Aerial photo shows a China-Europe freight train bound for Helsinki, Finland departing from Putian Station of Zhengzhou, central China's Henan Province, Nov. 20, 2020. (Xinhua/Hao Yuan)
Global gross domestic product (GDP) will grow at 5.6 percent this year if vaccination rollout is fast and effective enough across the world, the Organization for Economic Cooperation and Development (OECD) said Tuesday in its Interim Economic Outlook.
The forecast was 1.4 percentage points higher than the Paris-based organization's December prediction.
In its Interim Economic Outlook, the OECD predicted world output is expected to reach pre-pandemic levels by mid-2021 and the world economy is expected to grow by 4 percent in 2022 after a 5.6-percent growth in 2021.
"A global economic recovery is in sight but a faster and more effective vaccination rollout across the world is critical," it stressed.
The OECD projected the United States economy to grow at 6.5 percent in 2021 thanks to "the large-scale fiscal stimulus now planned with a sustained pace of vaccination".
In the euro area, "where the level of fiscal stimulus is lower and vaccine rollout slower," the OECD sees GDP rising 3.9 percent in 2021.
"Prospects are brighter in the Asian-Pacific region where several countries have effectively contained the virus and where industrial activity has regained dynamism. In China, GDP growth is projected to be 7.8 percent this year; in Japan 2.7 percent; in (South) Korea 3.3 percent; and in Australia 4.5 percent," it said.
China aims to expand its economy by more than 6 percent in 2021, according to a Chinese government work report.
"The recovery is likely to be more moderate in the emerging market economies of Latin America and Africa amid a resurgence of the virus, slow vaccine deployment and limited scope for additional policy support," it added.
"Speed is of the essence," said OECD Secretary-General Angel Gurria. "Vaccines must be deployed faster and globally. This will require better international co-operation and co-ordination than we have seen up to now.
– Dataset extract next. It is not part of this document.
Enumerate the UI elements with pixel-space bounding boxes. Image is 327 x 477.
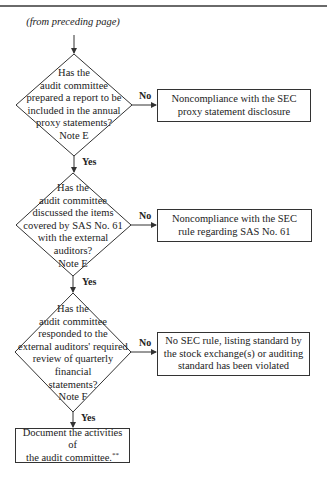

It is only by doing so that we can focus our attention on building forward better and laying the foundations for a prosperous and lasting recovery for all."
Presenting the Interim Economic Outlook, OECD Chief Economist Laurence Boone said vaccination programs and stimulus measures should work hand in hand.
"Widespread vaccination of the adult population is the best economic policy available today to get our economies and employment growing again," she said. "If we are at war with the virus then we need to put vaccine production on a war footing, provide the necessary resources and speed up deployment across the world.
"If we don't get enough people vaccinated quickly enough to allow restrictions to be lifted, the recovery will be slower and we will undermine the benefits of fiscal stimulus," she added.